Changes in Medicaid that are contained in the latest Republican effort to repeal the Affordable Care Act would have an outsized impact on rural areas, according to a new report by a nonprofit economics center.

The analysis by Headwaters Economics indicates that the counties that are most “reliant” on Medicaid tend to be rural.

The study measured Medicaid reliance based on the size of Medicaid payments expressed as a percentage of a county’s personal income. They defined Medicaid reliant counties as those where Medicaid payments equaled more than 10 percent of total personal income. Five percent of U.S. counties, or 163  counties, met this threshold in 2015. Most of those counties were rural. Click here for interactive map.
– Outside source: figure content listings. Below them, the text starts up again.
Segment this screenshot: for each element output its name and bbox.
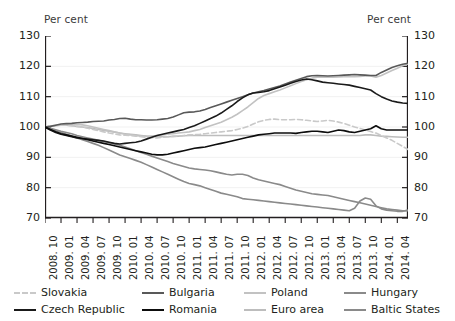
x-tick-label: 2010. 10 xyxy=(177,235,187,280)
x-tick-label: 2013. 01 xyxy=(321,235,331,280)
x-tick-label: 2012. 04 xyxy=(273,235,283,280)
legend-line-swatch-icon xyxy=(14,292,36,294)
y-tick-label-right: 130 xyxy=(414,30,442,41)
legend-item-poland[interactable]: Poland xyxy=(244,286,344,299)
x-tick-label: 2013. 10 xyxy=(369,235,379,280)
legend-item-czech-republic[interactable]: Czech Republic xyxy=(14,303,142,316)
left-axis-title: Per cent xyxy=(44,13,88,25)
legend-item-baltic-states[interactable]: Baltic States xyxy=(344,303,446,316)
x-tick-label: 2011. 01 xyxy=(193,235,203,280)
right-axis-title: Per cent xyxy=(367,13,411,25)
x-tick-label: 2009. 04 xyxy=(81,235,91,280)
x-tick-label: 2010. 04 xyxy=(145,235,155,280)
legend-item-label: Euro area xyxy=(271,303,324,316)
series-line-czech-republic xyxy=(45,79,408,144)
legend-item-label: Slovakia xyxy=(41,286,87,299)
y-tick-label-right: 80 xyxy=(414,182,442,193)
x-tick-label: 2012. 07 xyxy=(289,235,299,280)
x-tick-label: 2009. 10 xyxy=(113,235,123,280)
legend-item-euro-area[interactable]: Euro area xyxy=(244,303,344,316)
legend-line-swatch-icon xyxy=(142,309,164,311)
y-tick-label-left: 120 xyxy=(12,60,40,71)
legend-item-label: Bulgaria xyxy=(169,286,215,299)
chart-legend: SlovakiaBulgariaPolandHungaryCzech Repub… xyxy=(14,284,446,318)
legend-line-swatch-icon xyxy=(142,292,164,294)
chart-container: Per cent Per cent 708090100110120130 708… xyxy=(0,0,455,321)
x-tick-label: 2011. 10 xyxy=(241,235,251,280)
legend-item-label: Poland xyxy=(271,286,308,299)
y-tick-label-left: 70 xyxy=(12,212,40,223)
legend-line-swatch-icon xyxy=(244,309,266,311)
y-tick-label-left: 90 xyxy=(12,151,40,162)
x-tick-label: 2012. 01 xyxy=(257,235,267,280)
y-tick-label-left: 110 xyxy=(12,91,40,102)
legend-line-swatch-icon xyxy=(244,292,266,294)
legend-item-romania[interactable]: Romania xyxy=(142,303,244,316)
x-tick-label: 2014. 04 xyxy=(401,235,411,280)
y-tick-label-right: 70 xyxy=(414,212,442,223)
x-tick-label: 2012. 10 xyxy=(305,235,315,280)
x-tick-label: 2014. 01 xyxy=(385,235,395,280)
x-tick-label: 2008. 10 xyxy=(49,235,59,280)
y-tick-label-left: 130 xyxy=(12,30,40,41)
x-tick-label: 2010. 07 xyxy=(161,235,171,280)
y-tick-label-right: 90 xyxy=(414,151,442,162)
legend-item-bulgaria[interactable]: Bulgaria xyxy=(142,286,244,299)
x-tick-label: 2009. 07 xyxy=(97,235,107,280)
y-tick-label-left: 100 xyxy=(12,121,40,132)
series-line-bulgaria xyxy=(45,63,408,127)
x-tick-label: 2011. 04 xyxy=(209,235,219,280)
x-axis-tick-labels: 2008. 102009. 012009. 042009. 072009. 10… xyxy=(45,220,408,282)
legend-line-swatch-icon xyxy=(14,309,36,311)
y-tick-label-left: 80 xyxy=(12,182,40,193)
legend-item-hungary[interactable]: Hungary xyxy=(344,286,446,299)
x-tick-label: 2013. 07 xyxy=(353,235,363,280)
plot-area xyxy=(45,36,408,218)
x-tick-label: 2011. 07 xyxy=(225,235,235,280)
line-chart-svg xyxy=(45,36,408,224)
legend-item-label: Czech Republic xyxy=(41,303,125,316)
y-tick-label-right: 120 xyxy=(414,60,442,71)
x-tick-label: 2010. 01 xyxy=(129,235,139,280)
series-line-baltic-states xyxy=(45,127,408,211)
x-tick-label: 2009. 01 xyxy=(65,235,75,280)
series-line-hungary xyxy=(45,127,408,211)
legend-item-label: Hungary xyxy=(371,286,418,299)
y-tick-label-right: 110 xyxy=(414,91,442,102)
legend-item-label: Baltic States xyxy=(371,303,440,316)
y-tick-label-right: 100 xyxy=(414,121,442,132)
x-tick-label: 2013. 04 xyxy=(337,235,347,280)
legend-line-swatch-icon xyxy=(344,292,366,294)
legend-item-slovakia[interactable]: Slovakia xyxy=(14,286,142,299)
legend-line-swatch-icon xyxy=(344,309,366,311)
legend-item-label: Romania xyxy=(169,303,217,316)
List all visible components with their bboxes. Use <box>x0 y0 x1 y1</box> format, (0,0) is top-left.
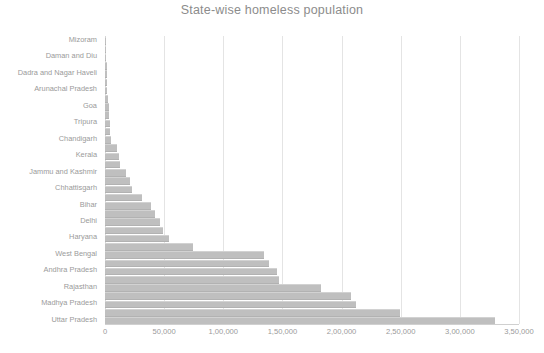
bar[interactable] <box>105 62 107 70</box>
x-axis-tick-label: 50,000 <box>153 327 176 336</box>
bar[interactable] <box>105 144 117 152</box>
x-axis-tick-label: 2,00,000 <box>327 327 357 336</box>
plot-area <box>105 36 519 324</box>
bar[interactable] <box>105 46 106 54</box>
bar[interactable] <box>105 292 351 300</box>
bar[interactable] <box>105 186 132 194</box>
bar[interactable] <box>105 301 356 309</box>
gridline <box>519 36 520 324</box>
y-axis-tick-label: Goa <box>0 101 101 111</box>
x-axis-tick-label: 1,00,000 <box>209 327 239 336</box>
x-axis-tick-label: 2,50,000 <box>386 327 416 336</box>
bar[interactable] <box>105 227 163 235</box>
x-axis-tick-label: 3,50,000 <box>504 327 534 336</box>
bar[interactable] <box>105 136 111 144</box>
bar[interactable] <box>105 70 107 78</box>
bar[interactable] <box>105 87 107 95</box>
bar[interactable] <box>105 95 108 103</box>
y-axis-tick-label: Mizoram <box>0 35 101 45</box>
bar[interactable] <box>105 161 120 169</box>
y-axis-tick-label: Delhi <box>0 216 101 226</box>
bar[interactable] <box>105 243 193 251</box>
bar[interactable] <box>105 153 119 161</box>
bar[interactable] <box>105 169 126 177</box>
y-axis-tick-label: Arunachal Pradesh <box>0 84 101 94</box>
bar[interactable] <box>105 210 155 218</box>
y-axis-tick-label: Madhya Pradesh <box>0 298 101 308</box>
y-axis-tick-label: Andhra Pradesh <box>0 265 101 275</box>
bar[interactable] <box>105 54 106 62</box>
x-axis-tick-label: 3,00,000 <box>445 327 475 336</box>
x-axis-tick-label: 1,50,000 <box>268 327 298 336</box>
bar[interactable] <box>105 194 142 202</box>
x-axis-labels: 050,0001,00,0001,50,0002,00,0002,50,0003… <box>0 327 544 341</box>
bar-series <box>105 36 519 324</box>
y-axis-tick-label: Rajasthan <box>0 282 101 292</box>
bar[interactable] <box>105 37 106 45</box>
bar[interactable] <box>105 103 109 111</box>
y-axis-tick-label: Uttar Pradesh <box>0 315 101 325</box>
x-axis-tick-label: 0 <box>103 327 107 336</box>
chart-title: State-wise homeless population <box>0 3 544 17</box>
y-axis-tick-label: Daman and Diu <box>0 51 101 61</box>
y-axis-tick-label: Kerala <box>0 150 101 160</box>
bar[interactable] <box>105 111 109 119</box>
bar[interactable] <box>105 268 277 276</box>
y-axis-tick-label: Chandigarh <box>0 134 101 144</box>
y-axis-tick-label: West Bengal <box>0 249 101 259</box>
y-axis-tick-label: Tripura <box>0 117 101 127</box>
bar[interactable] <box>105 120 110 128</box>
bar[interactable] <box>105 309 400 317</box>
y-axis-tick-label: Chhattisgarh <box>0 183 101 193</box>
bar[interactable] <box>105 251 264 259</box>
y-axis-tick-label: Haryana <box>0 232 101 242</box>
bar[interactable] <box>105 276 279 284</box>
bar[interactable] <box>105 79 107 87</box>
bar[interactable] <box>105 128 110 136</box>
y-axis-tick-label: Bihar <box>0 200 101 210</box>
x-axis-line <box>105 324 519 325</box>
bar[interactable] <box>105 218 160 226</box>
bar[interactable] <box>105 177 130 185</box>
y-axis-tick-label: Dadra and Nagar Haveli <box>0 68 101 78</box>
bar[interactable] <box>105 202 151 210</box>
y-axis-labels: MizoramDaman and DiuDadra and Nagar Have… <box>0 36 101 324</box>
bar[interactable] <box>105 260 269 268</box>
bar[interactable] <box>105 284 321 292</box>
chart-container: State-wise homeless population MizoramDa… <box>0 0 544 353</box>
bar[interactable] <box>105 235 169 243</box>
y-axis-tick-label: Jammu and Kashmir <box>0 167 101 177</box>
Besides tending to be rural, Medicaid-dependent counties are poorer, have a higher percentage of nonwhite population, and have lower education levels than the national averages. Significant clusters of these counties are in the Appalachian coal counties, Mississippi River Delta, and tribal or reservation communities of the West.

The most recent attempt to repeal Obamacare would eliminate Medicaid expansion, which raised the income threshold for qualifying for Medicaid to 138 percent of the federally defined poverty level. The “Graham-Cassidy” proposal would also get rid of healthcare insurance marketplace subsidies starting in 2020. Instead, smaller temporary block grants would be provided to states, which could use the funding to help pay for health insurance or any other health care purpose.

The Center for Budget and Policy Priorities, a nonpartisan research and policy institute that focuses on reducing poverty and economic inequality, reports that the Graham-Cassidy bill would cut health coverage for millions of Americans by “undoing the ACA’s major coverage expansions through a block grant, and second, by radically restructuring and cutting the entire Medicaid program.”

The Headwaters Economics analysis says counties with high Medicaid reliance are likely to have additional factors associated with poor health. These include factors such as single-mother households, elderly individuals who live alone, households with no car, and others.

Rural counties with high Medicaid reliance also tend to have a higher percentage of income derived from “non-labor income,” according to economists. “Non-labor income sources such as investments, Social Security, Medicare, and Medicaid are the largest and fastest growing sources of personal income for many counties. Rural counties especially are dependent on non-labor income,” according to the Headwaters report.